Prions are also called protein purifying factors, which are infectious proteins. This infectious protein can cause serious effects on the central nervous system of mammals and humans. It is a zoonotic disease with relatively high hazards. The source of the virus is mainly the bone feed of edible animals and heterologous infections. Once the disease occurs, the mortality rate is almost 100%.

1. Edible animal meat and bone meal feed

The transmission routes of prions include eating animal meat and bone meal feed, beef bone meal soup; and nosocomial infection, such as the use of pituitary growth hormone, gonadotropin, dura mater transplantation, corneal transplantation, blood transfusion, etc. The characteristic of prions is that they are resistant to digestion by proteases and conventional disinfection. Since they do not contain nucleic acids, they cannot be detected using conventional PCR technology. Prions are subject to mutation and cross-racial infection, and have a large number of potential sources of infection, mainly ruminants such as cattle and sheep. The unknown potential hosts may be very wide, and the potential danger of transmission is unclear, making it difficult to predict and infer. Prions can infect multiple organs, the main known one is the brain, but during the incubation period, various tissues and organs except the central nervous system can be infected, and there are multiple routes of infection. In addition to the digestive tract, the nervous system and blood can be infected, making prevention difficult. Once humans and animals are infected, all will die within 6 months to 1 year, with a 100% mortality rate.

2. There are two ways of transmission of human prion disease.

The first is hereditary, that is, familial prion infection in humans; the second is iatrogenic, such as corneal transplantation, implantation of EEG electrodes, careless use of contaminated surgical instruments, and injection of growth hormone taken from the human pituitary gland. As to whether the virus is contagious between humans and animals, there is no definitive conclusion yet, and this needs to be confirmed by further research by scientists.

3. It is highly infectious when in direct contact with infected tissue.

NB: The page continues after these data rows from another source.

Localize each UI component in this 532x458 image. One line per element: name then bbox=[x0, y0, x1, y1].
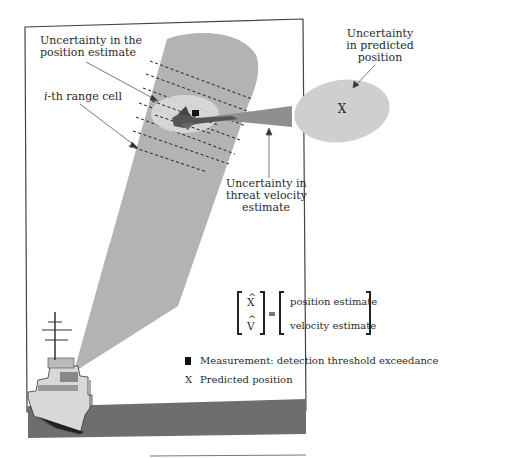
range-cell-label: i-th range cell bbox=[44, 91, 122, 103]
velocity-uncertainty-label: Uncertainty in threat velocity estimate bbox=[226, 178, 306, 214]
position-uncertainty-label: Uncertainty in the position estimate bbox=[40, 35, 130, 59]
range-cell-text: -th range cell bbox=[48, 90, 122, 103]
predicted-x-icon: X bbox=[185, 370, 195, 389]
legend-label-measurement: Measurement: detection threshold exceeda… bbox=[200, 351, 438, 370]
position-uncertainty-line2: position estimate bbox=[40, 47, 130, 59]
position-estimate: position estimate bbox=[290, 296, 377, 307]
legend: Measurement: detection threshold exceeda… bbox=[185, 351, 438, 389]
state-equation: ^ X ^ V position estimate velocity estim… bbox=[236, 290, 396, 336]
predicted-uncertainty-label: Uncertainty in predicted position bbox=[345, 28, 415, 64]
measurement-square-icon bbox=[185, 357, 191, 365]
predicted-position-marker: X bbox=[333, 103, 351, 115]
measurement-marker bbox=[192, 110, 199, 116]
x-symbol: X bbox=[247, 296, 254, 308]
diagram-graphics bbox=[0, 0, 532, 458]
predicted-uncertainty-line3: position bbox=[345, 52, 415, 64]
legend-label-predicted: Predicted position bbox=[200, 370, 293, 389]
legend-item-predicted: X Predicted position bbox=[185, 370, 438, 389]
legend-item-measurement: Measurement: detection threshold exceeda… bbox=[185, 351, 438, 370]
diagram-canvas: Uncertainty in the position estimate i-t… bbox=[0, 0, 532, 458]
v-symbol: V bbox=[247, 320, 255, 332]
velocity-estimate: velocity estimate bbox=[290, 320, 376, 331]
velocity-uncertainty-line3: estimate bbox=[226, 202, 306, 214]
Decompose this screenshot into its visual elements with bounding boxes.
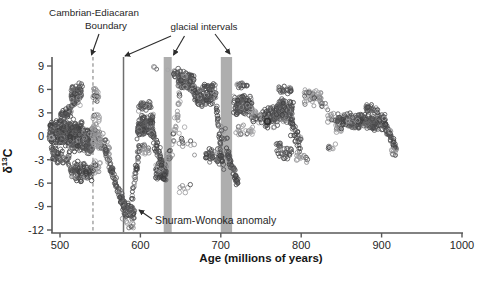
chart-canvas: 50060070080090010009630-3-6-9-12 [0,0,494,285]
cambrian-boundary-arrow [92,34,100,55]
y-tick-label: 0 [38,130,44,142]
x-tick-label: 800 [292,239,310,251]
glacial-arrow-left [125,36,171,56]
x-tick-label: 700 [212,239,230,251]
y-tick-label: 9 [38,60,44,72]
glacial-arrow-middle [174,36,185,55]
annotation-arrows [92,34,231,219]
y-tick-label: -12 [28,224,44,236]
y-axis-title-element: C [1,149,15,158]
glacial-arrow-right [215,34,230,54]
x-axis-title: Age (millions of years) [141,252,381,264]
y-axis-title-delta: δ [1,166,15,173]
cambrian-ediacaran-label-line1: Cambrian-Ediacaran [34,7,154,19]
shuram-arrow [139,210,152,219]
y-tick-label: -3 [34,154,44,166]
glacial-intervals-label: glacial intervals [144,21,264,33]
y-tick-label: 6 [38,83,44,95]
y-axis-title-superscript: 13 [0,157,9,166]
x-tick-label: 1000 [450,239,474,251]
y-tick-label: -6 [34,177,44,189]
shuram-wonoka-label: Shuram-Wonoka anomaly [155,214,276,226]
y-tick-label: -9 [34,200,44,212]
x-tick-label: 900 [372,239,390,251]
y-tick-label: 3 [38,107,44,119]
x-tick-label: 600 [131,239,149,251]
y-axis-title: δ13C [0,101,22,221]
chart-figure: 50060070080090010009630-3-6-9-12 Cambria… [0,0,494,285]
x-tick-label: 500 [51,239,69,251]
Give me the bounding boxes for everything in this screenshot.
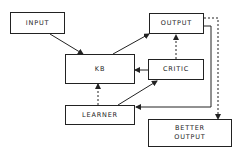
node-input: INPUT (10, 12, 65, 34)
node-kb-label: KB (95, 65, 105, 74)
node-critic: CRITIC (148, 59, 204, 80)
node-kb: KB (65, 54, 135, 84)
edge-input-to-kb (50, 34, 83, 54)
node-learner: LEARNER (65, 105, 135, 125)
node-output: OUTPUT (149, 13, 204, 34)
node-better-output-label-line2: OUTPUT (174, 133, 205, 142)
node-better-output-label-line1: BETTER (175, 124, 205, 133)
node-better-output: BETTER OUTPUT (148, 119, 232, 147)
node-critic-label: CRITIC (163, 65, 189, 74)
edge-learner-to-critic (118, 81, 157, 105)
node-learner-label: LEARNER (82, 111, 118, 120)
edge-kb-to-output (113, 34, 149, 54)
node-input-label: INPUT (26, 19, 49, 28)
node-output-label: OUTPUT (161, 19, 192, 28)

For example, people can get Gerstmann-Creutzfeldt-Jakob disease or variant CJD from injections of growth hormone derived directly from the human pituitary gland, or from instruments used in brain surgery (prions can survive the autoclaves that typically sterilize surgical instruments). It is also generally believed that eating infected animals can cause disease slowly through accumulation, particularly through cannibalism or similar behaviors that can cause prions to accumulate over generations, such as the case of kuru on a small Pacific island. While this risk has not been proven, it is a cautionary tale that modern farms do not accept feeding ruminants ruminant protein powders.